Argon2id is memory-hard, which means it is designed to require both computation and memory. That makes large-scale guessing attacks more expensive compared with simple fast hashing.
In simple terms, your passphrase should not be turned into a password in the fastest and weakest way possible. It should go through a slow, deliberate derivation process.
This does not magically make a weak passphrase safe.
If someone uses password123 as their private phrase, no algorithm can fully save them.
But with a strong private passphrase, a unique label, and an optional PIN, the system becomes much harder to attack.
The Main Benefit: There Is Nothing to Steal
The biggest advantage of a stateless design is simple.
Kardix has no password vault.
That means there is no database of stored credentials for an attacker to download.
No account list.
No synced password file.
No cloud backup.
No server-side vault.
The generated password only exists when you create it. After that, Kardix does not need to remember it.

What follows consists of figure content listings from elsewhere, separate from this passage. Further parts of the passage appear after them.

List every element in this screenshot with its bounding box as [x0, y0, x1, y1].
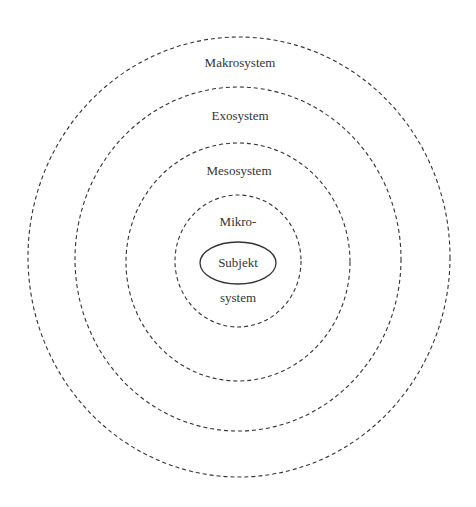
subject-label: Subjekt	[218, 256, 258, 269]
mikrosystem-label-top: Mikro-	[220, 215, 257, 228]
exosystem-label: Exosystem	[211, 109, 268, 122]
ecological-systems-diagram	[0, 0, 476, 507]
mikrosystem-label-bottom: system	[220, 291, 256, 304]
makrosystem-label: Makrosystem	[205, 56, 276, 69]
mesosystem-label: Mesosystem	[207, 164, 272, 177]
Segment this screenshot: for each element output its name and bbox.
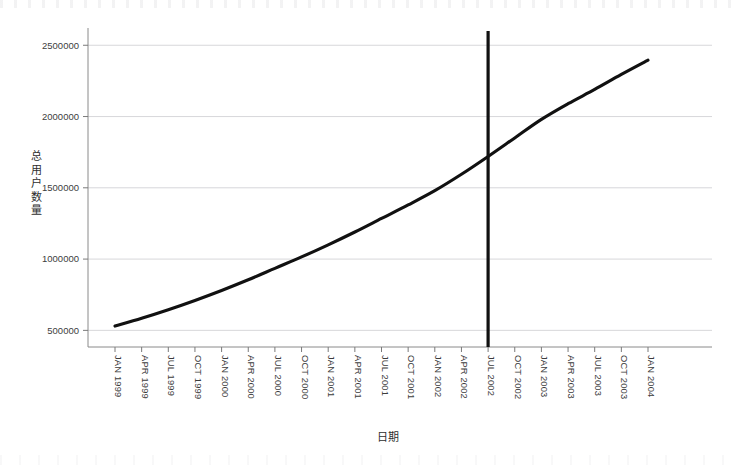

A breach cannot leak a password database that was never stored.
That does not mean the system is perfect. It means the attack surface is different.
Instead of protecting a stored vault, the user protects their private inputs.
The Biggest Tradeoff: No Recovery
This is the part I do not want to hide.
Stateless systems have a serious tradeoff.
If you forget your private inputs, there is no recovery.
There is no "reset my vault" button. There is no support team that can restore your passwords. There is no cloud backup waiting in the background.
That is not a bug. It is part of the design.
Kardix removes storage, but in exchange, you become responsible for remembering the exact inputs you used.
For some people, that is a good tradeoff.
For others, it is not.
A traditional password manager may be better if you need shared passwords, team access, emergency recovery, browser autofill, password history, secure notes, family management, or automatic breach monitoring.
Kardix is not trying to replace every password manager for every person.
It is trying to answer one specific question.
How can you create strong, unique passwords without storing them anywhere?
Where This Approach Makes Sense
A stateless password generator makes the most sense for people who care about local-first tools, privacy, and reducing dependency on cloud storage.
It can be useful for developers, privacy-focused users, offline-first workflows, and personal accounts where recovery is less important than reducing stored secrets.
It also changes the mental model.
Instead of thinking, "Where is my password stored?"
You think, "What inputs recreate this password?"
That is a very different approach to password management.
Where a Traditional Password Manager Is Still Better
I do not think everyone should abandon password managers.
For many users, a trusted password manager is still the better choice.
Password managers are convenient. They reduce password reuse. They help users generate random credentials. They often include autofill, passkey support, security alerts, and sharing features.
Those are real benefits.
Kardix is better for a different kind of user: someone who understands the tradeoff and wants fewer stored secrets.
The point is not that all password managers are bad.
The point is that storage is a design choice, not a requirement.
And once you realize that, you can build a different kind of tool.
The Idea Behind Kardix
Kardix is built around one sentence.
The best password database is the one that does not exist.
Not because encryption is useless.
Not because password managers are bad.
But because sometimes the strongest thing you can do is remove the thing attackers want.
No vault.
No sync.
No account.
No password database.
Just deterministic generation from private inputs.
That is the experiment behind Kardix: a stateless password manager alternative for people who want strong unique passwords without storing them anywhere.
It is not the right tool for everyone.
But for the right user, it makes password management feel much simpler.
Remember a strong private phrase.
Use clear account labels.
Generate when needed.
Store nothing.
Would you trust a stateless password generator, or do you prefer a traditional encrypted vault?